Your mind does not want clarity.
Your mind wants control.

According to research summarized by Psychology Today, anxiety pushes the brain into threat-detection mode, exaggerating urgency even when nothing immediate is happening. That is why overthinking feels so intense and so personal.

Why You Can’t Think Your Way Out Of It

Most guys try to solve overthinking with more thinking.

You replay every detail.
You try to predict the future.
You analyze every angle.

But thinking harder is what created the spiral in the first place.

“Your mind doesn’t look for the truth. Your mind looks for something to blame.”

Usually, the first person it blames is you.

Overthinking does not look for logic.
Overthinking looks for a villain.
And it almost always chooses you.

This is why mindset shifts like the one in How To Act Confident When You Don’t Feel It matter so much. Confidence is not eliminating doubt. It is learning how to move even when your mind is loud.

What Overthinking Actually Does

It makes small problems feel huge.
It makes neutral moments feel threatening.
It makes you imagine the worst version of the story.

“Joy couldn’t be present because I was so anxious about everything. Positivity felt so far away.”

That is what overthinking steals.
Your ability to feel okay in the moment you are actually in.

The Cleveland Clinic describes this as rumination, a mental loop where the brain repeatedly replays distressing thoughts without resolution. Knowing that helps you realize this is a pattern, not a personal failure.

How To Stop Overthinking In The Moment

These are the things that actually help.

1. Move your body first

Movement interrupts spiraling.

Walk.
Lift.
Shower.
Clean something.
Go outside.

Your body pulls your mind back into the present.

That reminder still helps me today. Get out of your head and into the world.

2. Put your thoughts on paper

“I wrote it all out on pen and paper. The past thing, the present thing, the future thing. Seeing it on paper took the weight away because it wasn’t just swirling in my head anymore.”

Writing does not solve the problem.
It shrinks it.

A thought you can see is a thought you can manage.

3. Focus on the smallest possible step

Overthinking happens when every thought feels equally urgent.
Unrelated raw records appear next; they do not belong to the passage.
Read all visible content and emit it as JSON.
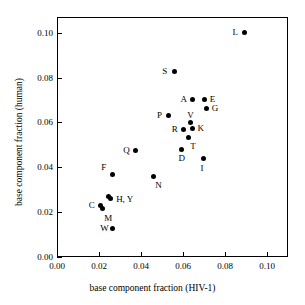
{
  "chart_data": {
    "type": "scatter",
    "title": "",
    "xlabel": "base component fraction (HIV-1)",
    "ylabel": "base component fraction (human)",
    "xlim": [
      0.0,
      0.11
    ],
    "ylim": [
      0.0,
      0.107
    ],
    "xticks": [
      "0.00",
      "0.02",
      "0.04",
      "0.06",
      "0.08",
      "0.10"
    ],
    "xtickvalues": [
      0.0,
      0.02,
      0.04,
      0.06,
      0.08,
      0.1
    ],
    "yticks": [
      "0.00",
      "0.02",
      "0.04",
      "0.06",
      "0.08",
      "0.10"
    ],
    "ytickvalues": [
      0.0,
      0.02,
      0.04,
      0.06,
      0.08,
      0.1
    ],
    "grid": false,
    "legend": null,
    "marker": "filled-circle",
    "marker_color": "#000000",
    "points": [
      {
        "label": "L",
        "x": 0.0893,
        "y": 0.1,
        "label_pos": "left"
      },
      {
        "label": "S",
        "x": 0.0558,
        "y": 0.0828,
        "label_pos": "left"
      },
      {
        "label": "A",
        "x": 0.0645,
        "y": 0.0702,
        "label_pos": "left"
      },
      {
        "label": "E",
        "x": 0.0703,
        "y": 0.0702,
        "label_pos": "right"
      },
      {
        "label": "G",
        "x": 0.0713,
        "y": 0.066,
        "label_pos": "right"
      },
      {
        "label": "P",
        "x": 0.0533,
        "y": 0.063,
        "label_pos": "left"
      },
      {
        "label": "V",
        "x": 0.0635,
        "y": 0.0598,
        "label_pos": "above"
      },
      {
        "label": "R",
        "x": 0.0603,
        "y": 0.0568,
        "label_pos": "left"
      },
      {
        "label": "K",
        "x": 0.0645,
        "y": 0.0572,
        "label_pos": "right"
      },
      {
        "label": "T",
        "x": 0.0625,
        "y": 0.0535,
        "label_pos": "below-right"
      },
      {
        "label": "D",
        "x": 0.0593,
        "y": 0.048,
        "label_pos": "below"
      },
      {
        "label": "I",
        "x": 0.0698,
        "y": 0.0437,
        "label_pos": "below"
      },
      {
        "label": "Q",
        "x": 0.0373,
        "y": 0.0475,
        "label_pos": "left"
      },
      {
        "label": "F",
        "x": 0.0263,
        "y": 0.0368,
        "label_pos": "upper-left"
      },
      {
        "label": "N",
        "x": 0.0458,
        "y": 0.036,
        "label_pos": "below-right"
      },
      {
        "label": "H",
        "x": 0.0243,
        "y": 0.0268,
        "label_pos": "right-pair"
      },
      {
        "label": "Y",
        "x": 0.0253,
        "y": 0.0262,
        "label_pos": "right-pair"
      },
      {
        "label": "C",
        "x": 0.0208,
        "y": 0.0228,
        "label_pos": "left"
      },
      {
        "label": "M",
        "x": 0.0215,
        "y": 0.0215,
        "label_pos": "below-right"
      },
      {
        "label": "W",
        "x": 0.0263,
        "y": 0.0128,
        "label_pos": "left"
      }
    ],
    "label_groups": [
      {
        "text": "H, Y",
        "x": 0.0253,
        "y": 0.0262
      }
    ]
  },
  "axes": {
    "x_label": "base component fraction (HIV-1)",
    "y_label": "base component fraction (human)"
  }
}
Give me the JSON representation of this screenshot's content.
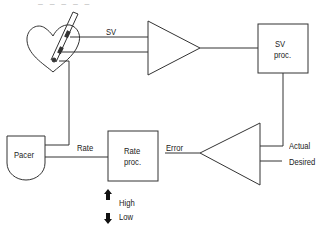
{
  "diagram": {
    "type": "block-diagram",
    "header_fragment": "— — — — —",
    "labels": {
      "sv_line": "SV",
      "sv_proc_line1": "SV",
      "sv_proc_line2": "proc.",
      "pacer": "Pacer",
      "rate_line": "Rate",
      "rate_proc_line1": "Rate",
      "rate_proc_line2": "proc.",
      "error": "Error",
      "actual": "Actual",
      "desired": "Desired",
      "high": "High",
      "low": "Low"
    },
    "nodes": [
      "heart-with-catheter",
      "sv-amplifier",
      "sv-proc",
      "comparator",
      "rate-proc",
      "pacer"
    ],
    "stroke_color": "#333333"
  }
}
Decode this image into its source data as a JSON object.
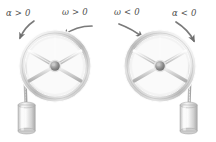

Most things are not emergencies.

You do not need the full solution.
You just need the next step.

This is the same principle behind Dating Questions, Loneliness, and Seasonal Depression: Dear Guyset, because focusing on what you control quiets everything else.

4. Call someone who knows you

“I called a friend. I also called a family member. And life just kind of took back over.”

Talking pulls you out of your own head.
Connection breaks the pattern.
It reminds you who you are outside the spiral.

5. Do something that brings you back to yourself

Make coffee.
Get dressed.
Go outside.
Listen to music.

These small grounding actions rebuild calm and confidence.

6. Remember that thoughts pass

“I don’t know why it went away, but eventually it did. It faded. It didn’t feel as heavy. It passed.”

Thoughts are weather.
They move.
You will not feel like this forever.

Why It Feels So Personal

Overthinking attacks the things you care about most.

Your identity.
Your relationships.
Your future.
Your self-image.
Your sense of control.

Overthinking does not attach itself to what you do not care about.
It attaches itself to what matters.

That does not mean something is wrong with you.
It means something matters to you.

Where You Go From Here

You do not need to eliminate overthinking.
You need tools to interrupt it.

You have a life outside your thoughts.
You had value before the spiral.
You will have value after.

Your mind is loud.
It is not in charge.

FAQ

Why do I overthink everything?
Because your brain is trying to create safety or certainty. Overthinking is protection, not failure.

How do I stop spiraling when it starts?
Interrupt the pattern. Move your body. Write it out. Call someone. Break the loop.

Why does overthinking feel so personal?
Because it targets the areas of your life that matter most to you.

Should I trust my thoughts when I’m anxious?
No. Anxiety exaggerates urgency and threat. Thoughts are not facts.

How do I know if it’s intuition or overthinking?
Intuition is calm. Overthinking is loud and frantic.